4 thoughts on “Cowen Park Portal [This feature first appeared in Pacific Northwest Magazine on June 8, 2003.]”

  1. I was Googling the word “thermogleep” just to see if it would show up and I was partially amazed to find only one search result (seems like it should have been zero or many, but not one!). The one search result was here in this artcle where it mentions the Second Annual Frisbee for Peace Intergalactic Memorial Thermogleep U.F.O. Frisbee Festival which was held in 1971 in Cowen Park.
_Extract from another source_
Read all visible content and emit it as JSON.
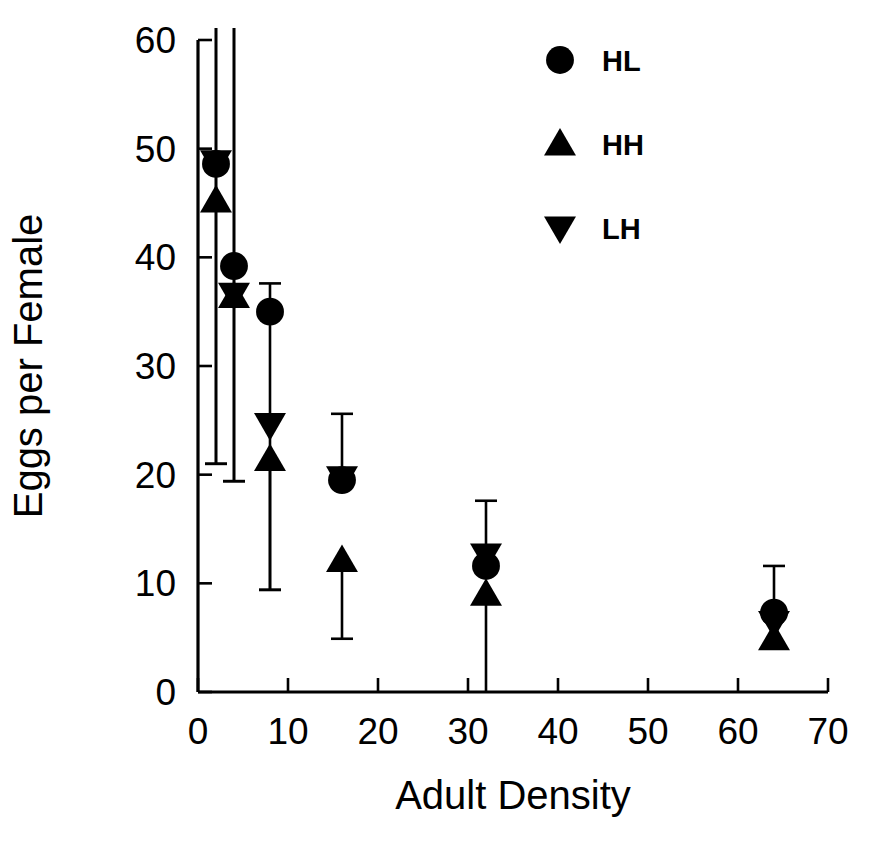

    I thought I’d tell the readers here the history of the word “thermogleep”, which is so obscure that perhaps no one but me knows the origin or the whole story behind it (there are a few that know part of the story). The term “thermogleep” was first uttered by a fellow “Ave” street person/fringie/artist/drug experimenter known as “Dingy Chris” a.k.a., “Little Chris”, a.k.a., “Filipino Chris”, a.k.a., Speed-freak Chris” in the late 1960s. A friend of mine, and mutual friend of Dingy Chris, had recently bought a plastic model ship kit. It was a model of the Cutty Sark. When I saw he was building the kit I decided, hey! I want to build one of those! So I went to the hobby store and purchased a very similar kit; a model of the ship “Thermopylae”. When Dingy Chris saw the name of the ship he immediately made up the word “thermogleep” on the spot. At about the same time, the Metro Sewer Project was under way and there was a lot of strange-looking equipment surrounded by a fence in Ravenna Park near the East end of the park (opposite end of the Ravenna/Cowen park complex from Cowen Park). It was an access to the tunnel project underground. Also, at that time, in order to promote sales of LSD, several people got together and printed flyers for the “Ravenna Park Freak-out”, an event contrived solely for said promotion. These events were held on Friday nights and advertised with fliers posted and handed out on the Ave (University Way). In the course of one of these events, Dingy Chris, myself and several other friends were there looking at the sewer project in the park and Dingy Chris dubbed the odd-looking towers and accessories in the fenced-off area the “Thermogleep”, I suppose, to give the word a more tangible meaning for its use by us. Subsequent fliers advertising the Ravenna Park Freak-outs mentioned the Thermogleep as one of the attractions. The word hence became somewhat known on the street in spite of the fact that only a very few knew where it came from or if it had any meaning whatsoever. Obviously, the word was later borrowed for use in the name of the frisbee event by Walt Crowley who was was familiar with most of the street people I hung out with, including, I believe, Dingy Chris, venerable inventor of the word “thermogleep”.

  2. as a teen in 67′ 68′ I came across a man drumming in the middle of the stream one morning under the 15th ave bridge – I think park worker John Gaffney told me ” he’s on acid leave him alone” seems to me the cops chased him away later . . good times

  3. wow, i googled thermogleep…the legend had muddled it’s meaning by the time it made it to spokane, where i lived and volunteered at the spokane natural.
    i’d thot it was an underground trip spot in the sewers in the dist. i hitched to seattle many times, 67-70.
    whenever i asked a local about the thermogleep i either received the “huh?” response or the “oh, wow, man, ya gotta go there” response.
    yeah, you’re right…good times.

    1. Good Day, Sunshine! (over 4 years later),
      It sounds like the meaning you heard is possibly a combination of stories about the Cowen/Ravenna Park “Thermogleep” and the steam tunnels under the UW campus, which were frequented by a number of us hippie types. That’s my speculation on how the meaning *could* have evolved.

      Other words coined by Dingy Chris were “Nurdelidauds” (pronounced “nurdle-ee-dawds”, or maybe even spelled that way! Don’t think it was ever written down), and “ablibnoids”, pronounced like it’s spelled. Chris originally used these words to describe some of the shapes in his fantastic Rapid-o-graph pen drawings. Both words were always used in the plural form, since they were never seen alone in his drawings. The words evolved among those he hung out with to be used to describe any sorts of things with odd shapes collectively, but never broke into as common a usage as “thermogleep”, which is pretty obscure in its own right.